Thu. Jan 23rd, 2025
First Descendant

Why The First Descendant Suffers From Great Decline In Players

First Descendant

While eight months is a long time to go, in an industry where it seems every game on the shelf wants your attention with some sort of “live service,” only so many manage the kind of prolonged buzz and play library that can keep people coming back.

Unfortunately, The First Descendant is now far from the promising first-person shooter with fleshed-out narratives and minorities that were boasted…. as it turns out they are pretty damn boring. While it started strong, the game has lost its footing in recent months and players have dropped off shortly after launch.

Crash from a Promising Introduction

Released on Steam, it pulled in an unassailable audience of 224,000 players at launch—a peak even many AAA games would fall short of achieving. Unfortunately, this success has been fleeting. Recently, fewer than 73k players played the game at once; this constitutes a decrease of more than ~70% according to The Gamer. The rapidity and severity of the drop within about 6 months is alarming, to say the least.

Read Also: X|S: The forecast for a sales showdown in the United States is that it will be in June 2024.

What Went Wrong?

The GID key to the decay of this current is set for the most part on Nexon, who created and keeps up BnS. The First Descendant was marketed heavily as a unique and immersive experience prior to its release, but players discovered all too quickly that it fell short in some key areas.

Among them, the characters themselves are among the most important criticismOriginaly they were supposed to be Ubisoft’s biggest draw. Instead, most players to pay picks come off as boring at best rather than wide-ranging and engaging. This makes some characters useless enough that most players can choose only a handful of options to get through a game, which results in monotony where everyone is one from ten percent heroes.

A bigger problem is the game’s use of in-game purchases. These in-game purchases were widely slammed by players as “predatory” that encouraged them to pay if they wished to build their characters and fully appreciate the game. Nexon has made efforts to amend these complaints, but the game’s reputation may already be tarnished. This has caused some to stop playing the game out of pure frustration with these microtransactions.

On top of this, the gameplay itself has led some to characterize it as an “endless grind. A lot of people have taken issue with how repetitive the game is, even going so far as to say that it feels like this “free” doesn’t offer quite enough for free and that if you do not take advantage of microtransactions there isn´t a whole point.

First Descendant

Protobuffalo: A Wider Problem in Live-Service Games

The First Descendant is just the latest in a string of downfalls within live service games. Unfortunately, all too often developers and publishers are so concerned with launching new games with big graphics that they spend a fortune on marketing to gamers without also ensuring it offers players the value retention required for repeating engagement.
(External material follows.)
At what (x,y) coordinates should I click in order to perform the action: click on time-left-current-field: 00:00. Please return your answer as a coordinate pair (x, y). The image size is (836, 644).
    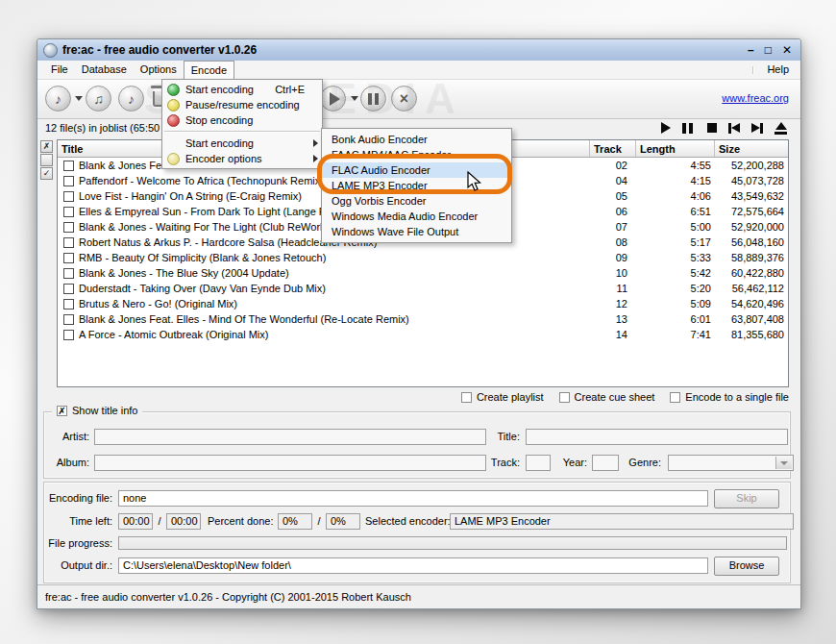
    Looking at the image, I should click on (135, 521).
This is the product of a flashy initial success that burns brightly as players flock to take part but disappear just as fast due to player dis-satisfaction with both the game itself and its business practices.

72,300 are still playing The First Descendant — a big number in non-VR terms to lose but the pattern is worrying. If the underlying issues do not be fixed by Nexon, it will continue to decrease and the game will be in danger.

The Road Ahead

If The First Descendant is to turn things around, Nexon will have a lot of work ahead in terms of both balancing gameplay and the microtransaction model. You can not easily regrow the trust of a player that has been lost, but there is an opportunity to correct your course here.

The failure of The First Descendant — a cautionary taleAs any Ugandan can imagine, it is very important to sustain your player base in an industry where you are fighting for attention but the story of ‘The First Descendant’ and other games within this long dream (read: nightmare) only go so far. We will have to wait and see if the game can recover, or if it is yet another live-service title that ends up less than what we all had hoped.